The best way to imagine medieval population distributions is to imagine a tree. Villages are like the leaves, towns like the branches, cities like the limbs, and the capitol (or most significant habitation) like the trunk.
Villages contain anywhere from 200 to 500 inhabitants and will either be surrounded by farmland or be adjacent some resource gathering operation such as logging or mining. Villages will have a dirt path or dirt road connecting them to the nearest town. The length of this road was typically the distance a man with cart could travel in a third of a day. As stated earlier, there will be a countless number of these given the size of the region you specified, so I would not bother placing them unless they are story relevant.
Towns will have between 500 and 1000 inhabitants and also host the marketplace for a region. Each town will have many villages that feed into it and will often, but not always, be adjacent to something facilitating commerce such as a navigable river, coastline, or developed road (a rarity in the middle ages). In the event that none of those conditions exist, the town will instead be a waystation for travelers and traders, such as an oasis town in the desert or the midway point between a vast expanse of wilderness. Towns will also be the minimum size of habitation where you might find a local lord - most often a baron(ess), but sometimes someone of a higher rank. If this is the case, then that town will most likely be adjacent to some defensible position such as a hill, cliff top, river island, or the like. That defensible position will be where the local lord has his castle (the size and construction of which is a whole other topic).
The towns of a region, just like villages, will surround the cities they support. The cities will have populations we would today consider small with between 1000 and and 8000 people. They will almost certainly be on a coast, along a major navigable river, or next to a lake because waterborn craft were, by far, the most efficient means of transporting goods over distances. For the rare exceptions to that rule, the city will instead be placed where it is because it sits at the crossroads of a major trade route or controls access through a mountain pass. They will also very likely be the home of a higher ranking member of the nobility such as a count, viscount, or possibly even a duke. Just like with towns, if there is nobility in the city, their castle will be built at the most defensible position possible. The most important takeaway point though is there will be relatively long distances between cities, even if all of them are along the same coastline or river.
Finally, there are capitols. Again, relative to modern standards these will be small. Paris in the 14th century had somewhere around 200,000 people living in it and it was one of most populous cities in all of Europe.
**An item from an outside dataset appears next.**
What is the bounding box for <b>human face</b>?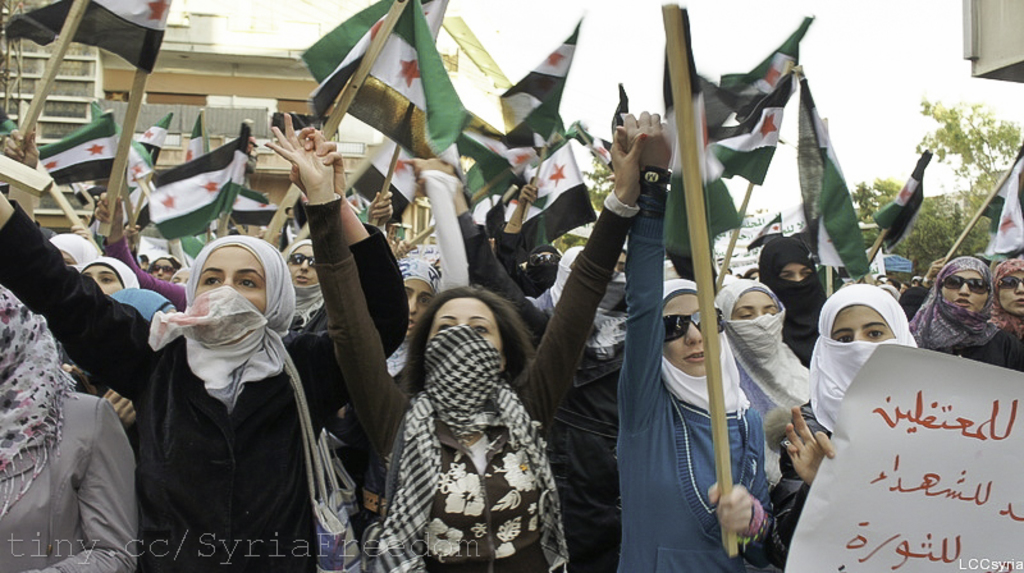
select_region(288, 243, 319, 289).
These will be the most widely spaced habitations of all. There will be many days travel between cities of this size and most often, a country will have just one(hence 'capitol'). It will almost certainly be the seat of power for a country's king.
Just like the preceding tiers of populations, capitols will be 'fed' by major roads or navigable rivers from the cities supporting it. These will almost always be not only located on a major river, but also one that opens up into sea. For London, it was its position on the River Thames which opened up into the Baltic Sea. For Paris, it was the River Seine which also opened up into the Baltic Sea. For Rome, it was the river Tiber which opened up into the Mediterranean which, itself, granted it central access to all the major cities that had been inhabited since antiquity.
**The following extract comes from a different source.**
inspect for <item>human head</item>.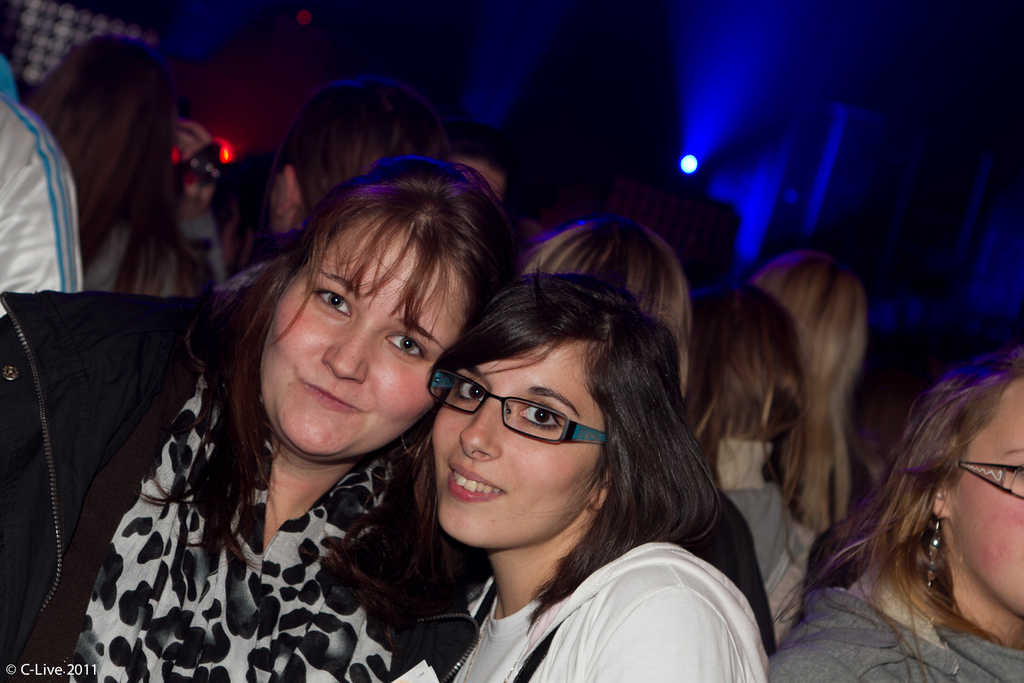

The whole reason Capitols got as big as they did was because they sat along the most logistically ideal location for importing the tremendous amount of foodstuffs they needed. The rivers would bring in goods from the interior while the coasts would bring in goods from all the coastal cities. The rivers would also supply the city with drinking water for the inhabitants as their proximity to salt water meant wells would be easily contaminated with brackish water. So, if you place a very large city somewhere, regardless of whether it's a capitol, you should do so where it will have ideal conditions for trade, access to fresh water, and some means of getting large amounts of food.
In conclusion, when placing towns and cities, try and imagine them as a tree with the leaves being villages, towns branches, cities limbs, and capitols the trunk; each tier supporting the one above that. Remember that the larger and more important your city is, the more selective you have to be as to where you place it. Adjacency to seaborne trade lanes, access through difficult terrain, a supply of fresh water, and defensible terrain are all factors you need to consider.